▸ EXERCISE PROMPT
From the first line to the last, write out the records below exactly as they appear.
Segment Start: RECORDS SHOWN
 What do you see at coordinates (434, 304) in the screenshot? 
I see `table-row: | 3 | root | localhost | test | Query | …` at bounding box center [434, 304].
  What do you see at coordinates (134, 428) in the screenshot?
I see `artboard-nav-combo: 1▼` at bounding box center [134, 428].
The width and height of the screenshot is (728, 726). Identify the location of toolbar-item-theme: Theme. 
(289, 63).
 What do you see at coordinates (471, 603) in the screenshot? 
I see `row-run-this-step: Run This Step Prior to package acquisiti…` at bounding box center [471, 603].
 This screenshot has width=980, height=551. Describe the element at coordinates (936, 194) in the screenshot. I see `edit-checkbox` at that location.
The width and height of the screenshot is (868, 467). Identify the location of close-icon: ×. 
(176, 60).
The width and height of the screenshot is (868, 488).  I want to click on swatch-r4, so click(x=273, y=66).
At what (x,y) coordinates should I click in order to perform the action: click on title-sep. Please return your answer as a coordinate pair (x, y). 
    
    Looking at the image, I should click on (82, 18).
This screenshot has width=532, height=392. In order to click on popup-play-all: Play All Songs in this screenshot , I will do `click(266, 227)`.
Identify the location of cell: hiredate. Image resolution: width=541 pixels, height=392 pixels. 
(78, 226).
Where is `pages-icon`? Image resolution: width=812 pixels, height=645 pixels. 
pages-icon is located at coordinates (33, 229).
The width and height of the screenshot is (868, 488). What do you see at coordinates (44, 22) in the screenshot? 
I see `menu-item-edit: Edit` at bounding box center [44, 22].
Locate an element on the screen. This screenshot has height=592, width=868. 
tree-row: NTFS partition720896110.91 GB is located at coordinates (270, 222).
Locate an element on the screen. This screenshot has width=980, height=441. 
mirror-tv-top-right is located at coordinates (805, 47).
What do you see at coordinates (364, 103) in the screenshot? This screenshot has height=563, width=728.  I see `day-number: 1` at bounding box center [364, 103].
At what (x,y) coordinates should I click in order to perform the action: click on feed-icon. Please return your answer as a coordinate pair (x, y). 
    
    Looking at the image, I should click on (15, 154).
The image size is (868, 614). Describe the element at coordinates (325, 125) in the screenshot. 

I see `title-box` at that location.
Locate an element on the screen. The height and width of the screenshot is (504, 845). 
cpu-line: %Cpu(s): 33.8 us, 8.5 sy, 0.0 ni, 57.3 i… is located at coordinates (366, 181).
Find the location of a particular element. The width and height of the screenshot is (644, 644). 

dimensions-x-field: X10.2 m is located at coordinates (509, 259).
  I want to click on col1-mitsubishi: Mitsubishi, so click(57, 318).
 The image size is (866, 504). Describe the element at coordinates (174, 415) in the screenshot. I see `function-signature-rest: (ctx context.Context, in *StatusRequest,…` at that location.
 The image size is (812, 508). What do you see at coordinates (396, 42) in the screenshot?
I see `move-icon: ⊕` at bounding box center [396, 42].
Segment End: RECORDS SHOWN
▸ SOLUTION
 What do you see at coordinates (434, 304) in the screenshot? 
I see `table-row: | 3 | root | localhost | test | Query | …` at bounding box center [434, 304].
  What do you see at coordinates (134, 428) in the screenshot?
I see `artboard-nav-combo: 1▼` at bounding box center [134, 428].
The width and height of the screenshot is (728, 726). Identify the location of toolbar-item-theme: Theme. 
(289, 63).
 What do you see at coordinates (471, 603) in the screenshot? 
I see `row-run-this-step: Run This Step Prior to package acquisiti…` at bounding box center [471, 603].
 This screenshot has width=980, height=551. Describe the element at coordinates (936, 194) in the screenshot. I see `edit-checkbox` at that location.
The width and height of the screenshot is (868, 467). Identify the location of close-icon: ×. 
(176, 60).
The width and height of the screenshot is (868, 488).  I want to click on swatch-r4, so click(x=273, y=66).
At what (x,y) coordinates should I click in order to perform the action: click on title-sep. Please return your answer as a coordinate pair (x, y). 
    
    Looking at the image, I should click on (82, 18).
This screenshot has width=532, height=392. In order to click on popup-play-all: Play All Songs in this screenshot , I will do `click(266, 227)`.
Identify the location of cell: hiredate. Image resolution: width=541 pixels, height=392 pixels. 
(78, 226).
Where is `pages-icon`? Image resolution: width=812 pixels, height=645 pixels. 
pages-icon is located at coordinates (33, 229).
The width and height of the screenshot is (868, 488). What do you see at coordinates (44, 22) in the screenshot? 
I see `menu-item-edit: Edit` at bounding box center [44, 22].
Locate an element on the screen. This screenshot has height=592, width=868. 
tree-row: NTFS partition720896110.91 GB is located at coordinates (270, 222).
Locate an element on the screen. This screenshot has width=980, height=441. 
mirror-tv-top-right is located at coordinates (805, 47).
What do you see at coordinates (364, 103) in the screenshot? This screenshot has height=563, width=728.  I see `day-number: 1` at bounding box center [364, 103].
At what (x,y) coordinates should I click in order to perform the action: click on feed-icon. Please return your answer as a coordinate pair (x, y). 
    
    Looking at the image, I should click on (15, 154).
The image size is (868, 614). Describe the element at coordinates (325, 125) in the screenshot. 

I see `title-box` at that location.
Locate an element on the screen. The height and width of the screenshot is (504, 845). 
cpu-line: %Cpu(s): 33.8 us, 8.5 sy, 0.0 ni, 57.3 i… is located at coordinates (366, 181).
Find the location of a particular element. The width and height of the screenshot is (644, 644). 

dimensions-x-field: X10.2 m is located at coordinates (509, 259).
  I want to click on col1-mitsubishi: Mitsubishi, so click(57, 318).
 The image size is (866, 504). Describe the element at coordinates (174, 415) in the screenshot. I see `function-signature-rest: (ctx context.Context, in *StatusRequest,…` at that location.
 The image size is (812, 508). What do you see at coordinates (396, 42) in the screenshot?
I see `move-icon: ⊕` at bounding box center [396, 42].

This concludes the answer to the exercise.